Sam Ash stores were a tri-state area institution for a century. The flagship store in midtown Manhattan was known by its “Come in an play” tagline, a mecca for beginning and touring musicians. After merging with Manny’s across the street and acquiring the “Guitars of Distinction” famously pre-owned instruments, you were just as likely to run into Steve Howe from Yes auditioning the latest Gibson hollow body guitar as you were Steve from Accounting playing Led Zeppelin riffs over lunch time.
It was as much a judgement free zone for musicians as a place where the sales team provided expertise, insight and encouragement. We bought our son’s first guitars and amps there, my first (serious) basses and amps, any number of percussion parts, pedals, and paraphernalia. I firmly believe the guitar shop from “Wayne’s World” was modeling on the guitar floor at the beacon Sam Ash, as was Ian Faith’s exhortation in “This Is Spinal Tap” about finding mandolin strings in Austin (if you knew Sam Ash, you’d know where to look).
What started out as a speciality store selling accordians and sheet music became the equivalent of a music “big box” store with guitars, bass, drums, keyboards, professional sound and lighting and used gear to make the concert goer drool. Like Caiazzo Music of my hometown Freehold, NJ (where Bruce Springsteen bought his guitars, and where I bought my first non-serious bass in 1980), economies of scale, inventory management, the internet, and the explosion of boutique brands and brand variety in the Gibson, Fender and friends space made music retail unsustainable. For Sam Ash, the Covid lockdown further exacerbated the deceleration; just as they moved out of Times Square to the Madison Square neighborhood in a larger space, the dearth of foot traffic and used gear sales meant there was very little to “come in and play.” The first time I found a lack of inventory in late 2020 I could see the cracks in the foundation; I was just as guilty of hastening the decline by auditioning basses in person and then buying them, used, on Reverb, at a discount.
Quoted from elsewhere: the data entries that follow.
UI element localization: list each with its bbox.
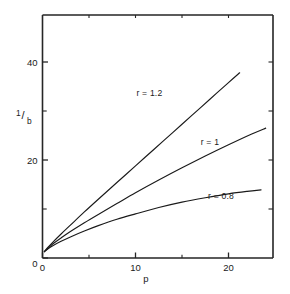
chart-figure: 0102002040 r = 1.2r = 1r = 0.8 p 1 / b [0, 0, 290, 294]
y-axis-label-numerator: 1 [16, 108, 21, 118]
y-tick-label: 20 [27, 155, 38, 166]
curve-label-r-0-8: r = 0.8 [208, 191, 234, 201]
x-tick-label: 20 [223, 262, 234, 273]
curve-label-r-1-2: r = 1.2 [136, 88, 162, 98]
y-tick-label: 40 [27, 57, 38, 68]
chart-background [0, 0, 290, 294]
x-tick-label: 0 [40, 262, 45, 273]
y-axis-label-denominator: b [27, 116, 32, 126]
x-axis-label: p [143, 273, 148, 284]
line-chart: 0102002040 r = 1.2r = 1r = 0.8 p 1 / b [0, 0, 290, 294]
x-tick-label: 10 [130, 262, 141, 273]
y-tick-label: 0 [32, 258, 37, 269]
x-axis-label-text: p [143, 273, 148, 284]
curve-label-r-1: r = 1 [201, 137, 219, 147]
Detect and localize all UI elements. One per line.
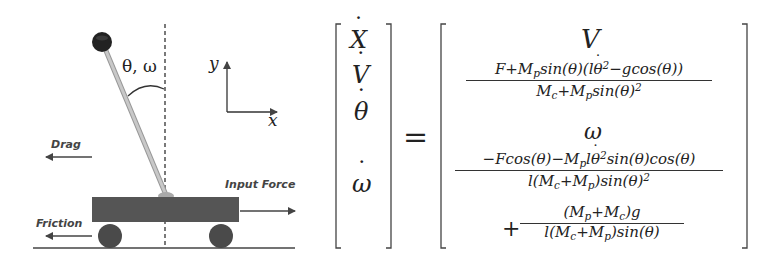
rhs-row1: V bbox=[581, 26, 600, 52]
axis-y-label: y bbox=[209, 55, 219, 72]
equals-sign: = bbox=[403, 122, 428, 152]
rhs-row5-fraction: (Mp+Mc)g l(Mc+Mp)sin(θ) bbox=[520, 205, 684, 242]
wheel-right bbox=[209, 224, 233, 248]
rhs-row5-numerator: (Mp+Mc)g bbox=[563, 205, 640, 222]
angle-label: θ, ω bbox=[122, 58, 157, 75]
lhs-bracket-right bbox=[386, 24, 391, 248]
rhs-row5-plus: + bbox=[502, 218, 520, 240]
rhs-row2-numerator: F+Mpsin(θ)(lθ2−gcos(θ)) bbox=[495, 60, 683, 79]
drag-label: Drag bbox=[51, 138, 81, 151]
lhs-omega-dot: ω bbox=[352, 172, 372, 196]
rhs-row4-fraction: −Fcos(θ)−Mplθ2sin(θ)cos(θ) l(Mc+Mp)sin(θ… bbox=[455, 150, 723, 192]
rhs-row4-denominator: l(Mc+Mp)sin(θ)2 bbox=[528, 172, 650, 191]
lhs-theta-dot: θ bbox=[354, 100, 368, 124]
lhs-v-dot: V bbox=[352, 63, 369, 87]
axis-x-label: x bbox=[268, 112, 278, 129]
pendulum-mass bbox=[92, 32, 112, 52]
angle-arc bbox=[128, 86, 164, 96]
wheel-left bbox=[98, 224, 122, 248]
cart-body bbox=[92, 197, 239, 222]
lhs-bracket-left bbox=[336, 24, 341, 248]
friction-label: Friction bbox=[36, 217, 82, 230]
input-force-label: Input Force bbox=[225, 178, 295, 191]
rhs-row4-numerator: −Fcos(θ)−Mplθ2sin(θ)cos(θ) bbox=[483, 150, 696, 169]
rhs-row5-denominator: l(Mc+Mp)sin(θ) bbox=[544, 225, 659, 242]
rhs-row2-denominator: Mc+Mpsin(θ)2 bbox=[536, 82, 642, 101]
rhs-row3: ω bbox=[584, 121, 602, 143]
rhs-bracket-right bbox=[742, 24, 747, 248]
rhs-row2-fraction: F+Mpsin(θ)(lθ2−gcos(θ)) Mc+Mpsin(θ)2 bbox=[466, 60, 712, 102]
rhs-bracket-left bbox=[441, 24, 446, 248]
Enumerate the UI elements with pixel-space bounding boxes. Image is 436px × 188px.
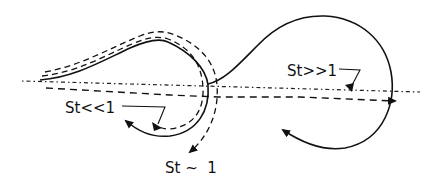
- label-st-order-one: St ~ 1: [165, 159, 217, 177]
- label-st-large: St>>1: [287, 62, 337, 80]
- trajectory-diagram: St<<1 St>>1 St ~ 1: [0, 0, 436, 188]
- solid-loop-right: [208, 16, 392, 149]
- arrowhead-st-small: [152, 122, 162, 131]
- label-st-small: St<<1: [65, 99, 115, 117]
- solid-loop-left: [40, 40, 208, 136]
- centerline-dotted: [22, 81, 420, 92]
- dashed-trajectory-st-order-one: [45, 32, 217, 152]
- leader-st-small: [122, 106, 165, 124]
While doing some research, I discovered the Sam Ash name has been acquired by a Mexico-based online store, selling mostly entry level gear. Sam Ash lives on in tactile and auditory memory.
Is there a solution to this Coasian economic problem? When property rights are clearly defined (you’re buying a specific piece of wood that makes noise, yes) and transaction costs are low, the market tends to be efficient. When buying a guitar for half a month’s rent, though, the transactions costs escalate: you need expertise, repair services, an array of colors and finishes, and a place for buyers to audition and play loud(ly). A car dealership model doesn’t quite work, because your local dealer offsets the sales transaction costs with service revenues and there’s very little inventory shrink and damage (although Manny’s on 48th Street figured this out, see below).
I want the equivalent of the emergent online mattress show rooms: a studio where you can come in and play, literally, then refer the buyer to an online marketplace for a vigorish on the eventual sale. It’s a cross between the CarMax model of flipping cars and the Amazon buyer referral commission program.
Entry level instruments work well in this model; for mid-range and semi-custom axes you need curation and expertise. One of my best bass shopping experiences was at the Chicago Music Exchange, where I was able to sit and audition basses for an hour and discovered (then local) bass luthier Serek. As my friend pep says about her sports car, “I kept thinking about it until I had to buy one.” That confluence of expertise, local representation, and encouragement led me to buy my first professional grade instrument, a decade after I started playing. Appreciating the craft, scale and provenance of an instrument is best done with someone who brings professional expertise to the stage — and I feel a bit of pride that I picked out a Serek a full two years before bass hero Mike Gordon of Phish traded his Modulus for the same.

Manny’s Music, later part of the Sam Ash conglomerate, had a yellow Danelectro guitar that was used for testing guitar pedals so as not to scratch the new stock. Any number of famous people and equally anonymous players picked up that beater to make music; rumor has it one shaky teenage plugged in and ripped into the opening chords of “Sweet Jane” as Lou Reed himself looked on. Once you experienced it, you had to buy something.
Is there an opportunity for Sweetwater and Reverb to partner with local music shops to broker a global inventory of better-than-student scale instruments? Maybe. Like car dealers, many home town music shops supplant instrument sales with lessons to bring in the service annuity. Is there a CarMax “ship to my location” low-enough transaction cost model to make that inventory accessible and combined with expertise to close sales? It would re-invigorate a music retail model that is declining, and hopefully re-introduce new musicians to new instruments. Not sure we’ll run into BB King, Lou Reed or Steve Howe shopping for new kit, but maybe we can enable their successors.